The ancient Greek philosopher Plato believed that the universe consisted of five fundamental elements — air, fire, water, cosmos (or aether), and earth. According to his theory, each of these elements had its own geometric shape, with earth particles being cubes.
Science now considers atoms to be the building blocks of matter. But according to researchers in Pennsylvania and Hungary, Plato’s idea was roughly correct, at least insofar as his theory on “earth” was concerned.
In their recent paper published in the Proceedings of the National Academy of Sciences, a team of physicists from Budapest’s University of Technology and Economics (BME), the University of Debrecen, and the University of Pennsylvania found that on average, rocks take the form of cubes.
Plato, UP geophysicist Douglas Jerolmack told the university’s newspaper Penn Today, is recognized as the first known person to have conceptualized the atom as a fundamental, indivisible unit.
“But that understanding was only conceptual; nothing about our modern understanding of atoms derives from what Plato told us,” Jerolmack said. The first modern atomic model was developed in 1913 by Danish physicist Niels Bohr.
‘This is either a mistake, or this is big’
The international team found more merit in Plato’s 2,500-year-old imaginings upon applying geometric models created by BME mathematician Gábor Domokos, who predicted that rocks naturally break down into cubic shapes.
“When we took this to Doug, he said: ‘This is either a mistake, or this is big,’” Domokos said, according to Penn Today. “We worked backward to understand the physics that results in these shapes.”
“This paper is the result of three years of serious thinking and work, but it comes back to one core idea,” Domokos said. “If you take a three-dimensional polyhedral shape, slice it randomly into two fragments and then slice these fragments, again and again, you get a vast number of different polyhedral shapes. But in an average sense, the resulting shape of the fragments is a cube.”
The real Earth is actually made up of Plato’s cubes
“The interesting thing here is that what we find with rock or earth, is that there is more than a conceptual lineage back to Plato. It turns out that Plato’s conception about the element earth being made up of cubes is, literally, the statistical average model for the real earth. And that is just mind-blowing,” Jerolmack said.
The scientists offered possible reasons as to why Plato associated Earth with the cubic form without the aid of complex mathematical modeling.
“One thing we’ve speculated in our group is that quite possibly Plato looked at a rock outcrop and after processing or analyzing the image subconsciously in his mind, he conjectured that the average shape is something like a cube,” Jerolmack told Penn Today.
“Plato was very sensitive to geometry,” Domokos added. According to lore, the phrase “Let no one ignorant of geometry enter” was engraved at the door to Plato’s Academy. “His intuitions, backed by his broad thinking about science, may have led him to this idea about cubes.”
The basic question the scientists sought to answer was what shapes result when stone breaks into pieces. “Fragmentation is this ubiquitous process that is grinding down planetary materials,” Jerolmack said.
But the process the team discovered is not confined to the Earth. “The solar system is littered with ice and rocks that are ceaselessly smashing apart. This work gives us a signature of that process that we’ve never seen before.”
All the pieces of the broken object must fit together seamlessly. It turns out that only one of the five Platonic solids (polyhedrons with sides of equal lengths) occurs naturally: the cube.
To test Domokos’ models against reality, the researchers measured countless stone fragments. The cubic average prevailed regardless of whether the rocks studied had come from natural impacts or human action, or whether they were on Earth or in space.
The team also took geological outliers into account, such as the Giant’s Causeway in Northern Ireland. The geographic feature is known for its tall vertical stone columns, which were formed by cooling basalt. However, the scientists discounted this and other examples because they involved atypical chemical processes.
“The world is a messy place,” says Jerolmack. “Nine times out of 10, if a rock gets pulled apart or squeezed or sheared — and usually these forces are happening together — you end up with fragments which are, on average, cubic shapes. It’s only if you have a very special stress condition that you get something else. The Earth just doesn’t do this often.”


Looking at each line of the data below, tally those that contain the word "content" and give only the total.

(Dataset entries on figures)
<<<<

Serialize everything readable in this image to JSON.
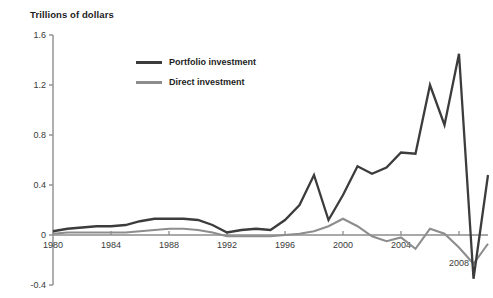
{
  "chart_data": {
    "type": "line",
    "title": "Trillions of dollars",
    "subtitle": "",
    "xlabel": "",
    "ylabel": "",
    "xlim": [
      1980,
      2010
    ],
    "ylim": [
      -0.4,
      1.6
    ],
    "yticks": [
      "1.6",
      "1.2",
      "0.8",
      "0.4",
      "0",
      "-0.4"
    ],
    "ytick_values": [
      1.6,
      1.2,
      0.8,
      0.4,
      0,
      -0.4
    ],
    "xticks": [
      "1980",
      "1984",
      "1988",
      "1992",
      "1996",
      "2000",
      "2004",
      "2008"
    ],
    "xtick_values": [
      1980,
      1984,
      1988,
      1992,
      1996,
      2000,
      2004,
      2008
    ],
    "grid": false,
    "legend_position": "upper-center-left",
    "x": [
      1980,
      1981,
      1982,
      1983,
      1984,
      1985,
      1986,
      1987,
      1988,
      1989,
      1990,
      1991,
      1992,
      1993,
      1994,
      1995,
      1996,
      1997,
      1998,
      1999,
      2000,
      2001,
      2002,
      2003,
      2004,
      2005,
      2006,
      2007,
      2008,
      2009,
      2010
    ],
    "series": [
      {
        "name": "Portfolio investment",
        "color": "#3c3c3c",
        "values": [
          0.03,
          0.05,
          0.06,
          0.07,
          0.07,
          0.08,
          0.11,
          0.13,
          0.13,
          0.13,
          0.12,
          0.08,
          0.02,
          0.04,
          0.05,
          0.04,
          0.12,
          0.24,
          0.48,
          0.12,
          0.32,
          0.55,
          0.49,
          0.54,
          0.66,
          0.65,
          1.2,
          0.88,
          1.45,
          -0.35,
          0.48
        ]
      },
      {
        "name": "Direct investment",
        "color": "#8d8d8d",
        "values": [
          0.01,
          0.02,
          0.02,
          0.02,
          0.02,
          0.02,
          0.03,
          0.04,
          0.05,
          0.05,
          0.04,
          0.02,
          -0.01,
          -0.01,
          -0.01,
          -0.01,
          0.0,
          0.01,
          0.03,
          0.07,
          0.13,
          0.07,
          -0.01,
          -0.05,
          -0.02,
          -0.11,
          0.05,
          0.01,
          -0.1,
          -0.23,
          -0.07
        ]
      }
    ],
    "annotations": []
  },
  "legend": {
    "items": [
      {
        "label": "Portfolio investment",
        "color": "#3c3c3c"
      },
      {
        "label": "Direct investment",
        "color": "#8d8d8d"
      }
    ]
  },
  "axes": {
    "axis_color": "#8d8d8d",
    "zero_line_color": "#8d8d8d"
  }
}
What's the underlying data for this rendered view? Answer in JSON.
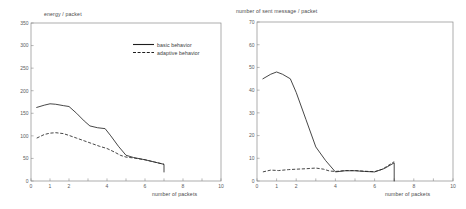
{
  "figure": {
    "panels": [
      "left",
      "right"
    ],
    "line_color": "#262626",
    "axis_color": "#8a8a8a",
    "text_color": "#4a4a4a"
  },
  "legend": {
    "basic_label": "basic behavior",
    "adaptive_label": "adaptive behavior"
  },
  "chart_data": [
    {
      "id": "energy-per-packet",
      "type": "line",
      "title": "",
      "ylabel": "energy / packet",
      "xlabel": "number of packets",
      "xlim": [
        0,
        10
      ],
      "ylim": [
        0,
        350
      ],
      "xticks": [
        0,
        1,
        2,
        3,
        4,
        5,
        6,
        7,
        8,
        9,
        10
      ],
      "xticklabels": [
        "0",
        "1",
        "2",
        "",
        "4",
        "",
        "6",
        "",
        "8",
        "",
        "10"
      ],
      "yticks": [
        0,
        50,
        100,
        150,
        200,
        250,
        300,
        350
      ],
      "yticklabels": [
        "0",
        "50",
        "100",
        "150",
        "200",
        "250",
        "300",
        "350"
      ],
      "grid": false,
      "legend_position": "upper right",
      "series": [
        {
          "name": "basic behavior",
          "style": "solid",
          "x": [
            0.3,
            0.7,
            1.0,
            1.3,
            1.7,
            2.0,
            2.4,
            2.8,
            3.1,
            3.5,
            3.9,
            4.2,
            4.6,
            5.0,
            5.4,
            6.0,
            6.5,
            7.0,
            7.0
          ],
          "y": [
            163,
            168,
            171,
            170,
            167,
            165,
            150,
            133,
            122,
            118,
            116,
            100,
            77,
            57,
            52,
            47,
            42,
            37,
            20
          ]
        },
        {
          "name": "adaptive behavior",
          "style": "dashed",
          "x": [
            0.3,
            0.7,
            1.0,
            1.3,
            1.7,
            2.0,
            2.4,
            2.8,
            3.2,
            3.6,
            4.0,
            4.4,
            4.7,
            5.0,
            5.4,
            6.0,
            6.5,
            7.0
          ],
          "y": [
            95,
            103,
            106,
            107,
            105,
            101,
            95,
            89,
            83,
            77,
            72,
            64,
            57,
            53,
            51,
            47,
            42,
            37
          ]
        }
      ]
    },
    {
      "id": "sent-messages-per-packet",
      "type": "line",
      "title": "",
      "ylabel": "number of sent message / packet",
      "xlabel": "number of packets",
      "xlim": [
        0,
        10
      ],
      "ylim": [
        0,
        70
      ],
      "xticks": [
        0,
        1,
        2,
        3,
        4,
        5,
        6,
        7,
        8,
        9,
        10
      ],
      "xticklabels": [
        "0",
        "1",
        "2",
        "",
        "4",
        "",
        "6",
        "",
        "8",
        "",
        "10"
      ],
      "yticks": [
        0,
        10,
        20,
        30,
        40,
        50,
        60,
        70
      ],
      "yticklabels": [
        "0",
        "10",
        "20",
        "30",
        "40",
        "50",
        "60",
        "70"
      ],
      "grid": false,
      "legend_position": "none",
      "series": [
        {
          "name": "basic behavior",
          "style": "solid",
          "x": [
            0.3,
            0.7,
            1.0,
            1.3,
            1.7,
            2.0,
            2.5,
            3.0,
            3.5,
            4.0,
            4.5,
            5.0,
            5.5,
            6.0,
            6.5,
            7.0,
            7.0
          ],
          "y": [
            45,
            47,
            48,
            47,
            45,
            39,
            27,
            15,
            9,
            4,
            4.5,
            4.5,
            4.2,
            4,
            5.5,
            8,
            0
          ]
        },
        {
          "name": "adaptive behavior",
          "style": "dashed",
          "x": [
            0.3,
            0.7,
            1.1,
            1.6,
            2.0,
            2.5,
            3.0,
            3.4,
            3.7,
            4.0,
            4.5,
            5.0,
            5.5,
            6.0,
            6.4,
            7.0
          ],
          "y": [
            4,
            4.8,
            4.6,
            5.0,
            5.2,
            5.4,
            5.7,
            5.2,
            4.4,
            4.2,
            4.6,
            4.6,
            4.3,
            4.1,
            5.2,
            8.5
          ]
        }
      ]
    }
  ]
}
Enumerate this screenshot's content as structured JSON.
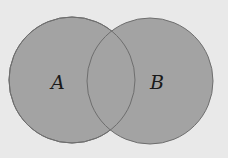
{
  "diagram": {
    "type": "venn",
    "sets": [
      {
        "label": "A",
        "cx": 72,
        "cy": 80,
        "r": 63
      },
      {
        "label": "B",
        "cx": 150,
        "cy": 81,
        "r": 63
      }
    ],
    "colors": {
      "background": "#e9e9e9",
      "fill": "#a3a3a3",
      "stroke": "#6e6e6e"
    }
  }
}
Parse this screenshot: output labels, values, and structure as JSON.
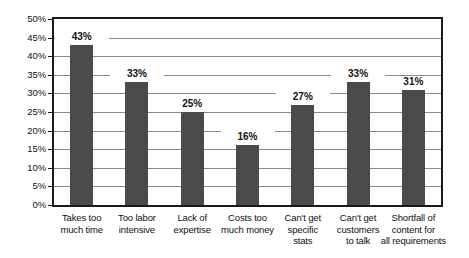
{
  "chart_data": {
    "type": "bar",
    "title": "",
    "subtitle": "",
    "xlabel": "",
    "ylabel": "",
    "categories": [
      "Takes too much time",
      "Too labor intensive",
      "Lack of expertise",
      "Costs too much money",
      "Can't get specific stats",
      "Can't get customers to talk",
      "Shortfall of content for all requirements"
    ],
    "category_lines": [
      [
        "Takes too",
        "much time"
      ],
      [
        "Too labor",
        "intensive"
      ],
      [
        "Lack of",
        "expertise"
      ],
      [
        "Costs too",
        "much money"
      ],
      [
        "Can't get",
        "specific",
        "stats"
      ],
      [
        "Can't get",
        "customers",
        "to talk"
      ],
      [
        "Shortfall of",
        "content for",
        "all requirements"
      ]
    ],
    "values": [
      43,
      33,
      25,
      16,
      27,
      33,
      31
    ],
    "value_labels": [
      "43%",
      "33%",
      "25%",
      "16%",
      "27%",
      "33%",
      "31%"
    ],
    "ylim": [
      0,
      50
    ],
    "ytick_values": [
      0,
      5,
      10,
      15,
      20,
      25,
      30,
      35,
      40,
      45,
      50
    ],
    "ytick_labels": [
      "0%",
      "5%",
      "10%",
      "15%",
      "20%",
      "25%",
      "30%",
      "35%",
      "40%",
      "45%",
      "50%"
    ],
    "grid": true,
    "grid_axis": "y",
    "legend": false,
    "legend_entries": [],
    "bar_color": "#4a4a4a",
    "grid_color": "#8a8a8a",
    "axis_color": "#1a1a1a",
    "background_color": "#ffffff"
  }
}
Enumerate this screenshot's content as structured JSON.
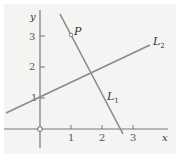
{
  "diagram": {
    "type": "coordinate-plane",
    "axes": {
      "x_label": "x",
      "y_label": "y",
      "x_ticks": [
        "1",
        "2",
        "3"
      ],
      "y_ticks": [
        "1",
        "2",
        "3"
      ]
    },
    "lines": [
      {
        "label_main": "L",
        "label_sub": "1",
        "equation_estimate": "y = -2x + 5"
      },
      {
        "label_main": "L",
        "label_sub": "2",
        "equation_estimate": "y = x/2 + 1"
      }
    ],
    "point": {
      "label": "P",
      "coords_estimate": [
        1,
        3
      ]
    },
    "origin_marker": "open-circle",
    "colors": {
      "line": "#8a8a8a",
      "axis": "#777777",
      "background": "#f4f4f2"
    }
  }
}
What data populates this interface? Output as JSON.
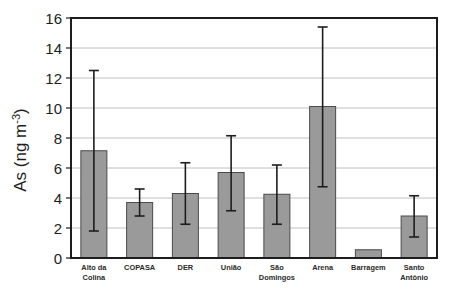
{
  "chart_data": {
    "type": "bar",
    "title": "",
    "xlabel": "",
    "ylabel": "As (ng m",
    "ylabel_sup": "-3",
    "ylabel_close": ")",
    "ylim": [
      0,
      16
    ],
    "yticks": [
      0,
      2,
      4,
      6,
      8,
      10,
      12,
      14,
      16
    ],
    "ytick_labels": [
      "0",
      "2",
      "4",
      "6",
      "8",
      "10",
      "12",
      "14",
      "16"
    ],
    "grid": true,
    "legend": "none",
    "error_bars": true,
    "categories": [
      "Alto da Colina",
      "COPASA",
      "DER",
      "União",
      "São Domingos",
      "Arena",
      "Barragem",
      "Santo Antônio"
    ],
    "category_label_lines": [
      [
        "Alto da",
        "Colina"
      ],
      [
        "COPASA"
      ],
      [
        "DER"
      ],
      [
        "União"
      ],
      [
        "São",
        "Domingos"
      ],
      [
        "Arena"
      ],
      [
        "Barragem"
      ],
      [
        "Santo",
        "Antônio"
      ]
    ],
    "values": [
      7.15,
      3.7,
      4.3,
      5.7,
      4.25,
      10.1,
      0.55,
      2.8
    ],
    "err_low": [
      1.8,
      2.8,
      2.25,
      3.15,
      2.25,
      4.75,
      null,
      1.4
    ],
    "err_high": [
      12.5,
      4.6,
      6.35,
      8.15,
      6.2,
      15.4,
      null,
      4.15
    ],
    "bar_color": "#9a9a9a",
    "bar_edge_color": "#4a4a4a",
    "error_bar_color": "#1d1d1d",
    "grid_color": "#b9b9b9",
    "axis_color": "#1d1d1d"
  }
}
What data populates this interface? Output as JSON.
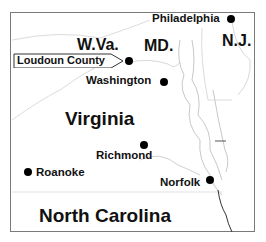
{
  "map": {
    "frame": {
      "border_color": "#7a7a7a",
      "background": "#ffffff"
    },
    "states": [
      {
        "id": "wva",
        "label": "W.Va."
      },
      {
        "id": "md",
        "label": "MD."
      },
      {
        "id": "nj",
        "label": "N.J."
      },
      {
        "id": "va",
        "label": "Virginia"
      },
      {
        "id": "nc",
        "label": "North Carolina"
      }
    ],
    "cities": [
      {
        "id": "philadelphia",
        "label": "Philadelphia"
      },
      {
        "id": "washington",
        "label": "Washington"
      },
      {
        "id": "richmond",
        "label": "Richmond"
      },
      {
        "id": "roanoke",
        "label": "Roanoke"
      },
      {
        "id": "norfolk",
        "label": "Norfolk"
      }
    ],
    "callout": {
      "label": "Loudoun County"
    },
    "colors": {
      "text": "#111111",
      "dot": "#000000",
      "boundary": "#d8d8d8",
      "coast": "#c4c4c4"
    }
  }
}
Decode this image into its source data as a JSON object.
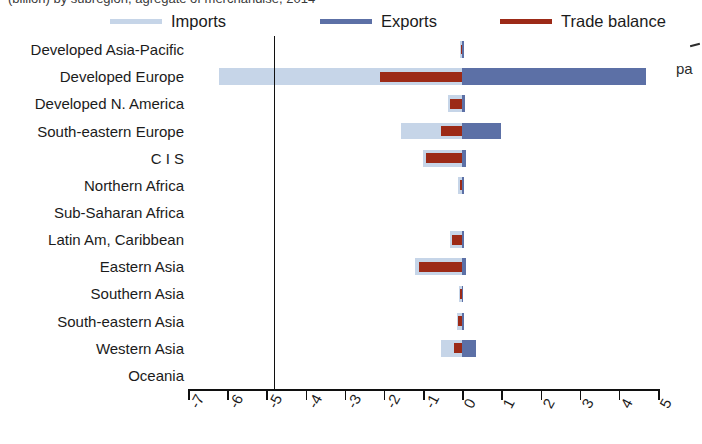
{
  "caption": {
    "top_clipped_text": "(billion) by subregion, agregate of merchandise, 2014",
    "right_clipped_text": "pa"
  },
  "legend": {
    "position": "top",
    "items": [
      {
        "label": "Imports",
        "color": "#c6d5e8",
        "icon": "line-swatch"
      },
      {
        "label": "Exports",
        "color": "#5c70a6",
        "icon": "line-swatch"
      },
      {
        "label": "Trade balance",
        "color": "#9c2a17",
        "icon": "line-swatch"
      }
    ]
  },
  "chart_data": {
    "type": "bar",
    "orientation": "horizontal",
    "title": "",
    "subtitle": "",
    "xlabel": "",
    "ylabel": "",
    "xlim": [
      -7,
      5
    ],
    "grid": false,
    "legend_position": "top",
    "xticks": [
      -7,
      -6,
      -5,
      -4,
      -3,
      -2,
      -1,
      0,
      1,
      2,
      3,
      4,
      5
    ],
    "xticklabels": [
      "-7",
      "-6",
      "-5",
      "-4",
      "-3",
      "-2",
      "-1",
      "0",
      "1",
      "2",
      "3",
      "4",
      "5"
    ],
    "categories": [
      "Developed Asia-Pacific",
      "Developed Europe",
      "Developed N. America",
      "South-eastern Europe",
      "C I S",
      "Northern Africa",
      "Sub-Saharan Africa",
      "Latin Am, Caribbean",
      "Eastern Asia",
      "Southern Asia",
      "South-eastern Asia",
      "Western Asia",
      "Oceania"
    ],
    "series": [
      {
        "name": "Imports",
        "color": "#c6d5e8",
        "values": [
          -0.05,
          -6.2,
          -0.35,
          -1.55,
          -1.0,
          -0.1,
          0.0,
          -0.3,
          -1.2,
          -0.08,
          -0.12,
          -0.55,
          0.0
        ]
      },
      {
        "name": "Exports",
        "color": "#5c70a6",
        "values": [
          0.05,
          4.7,
          0.06,
          1.0,
          0.1,
          0.04,
          0.0,
          0.05,
          0.1,
          0.03,
          0.05,
          0.35,
          0.0
        ]
      },
      {
        "name": "Trade balance",
        "color": "#9c2a17",
        "values": [
          -0.04,
          -2.1,
          -0.3,
          -0.55,
          -0.92,
          -0.06,
          0.0,
          -0.25,
          -1.1,
          -0.06,
          -0.1,
          -0.2,
          0.0
        ]
      }
    ]
  }
}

>>>>

● **ANSWER TO THIS TASK**
4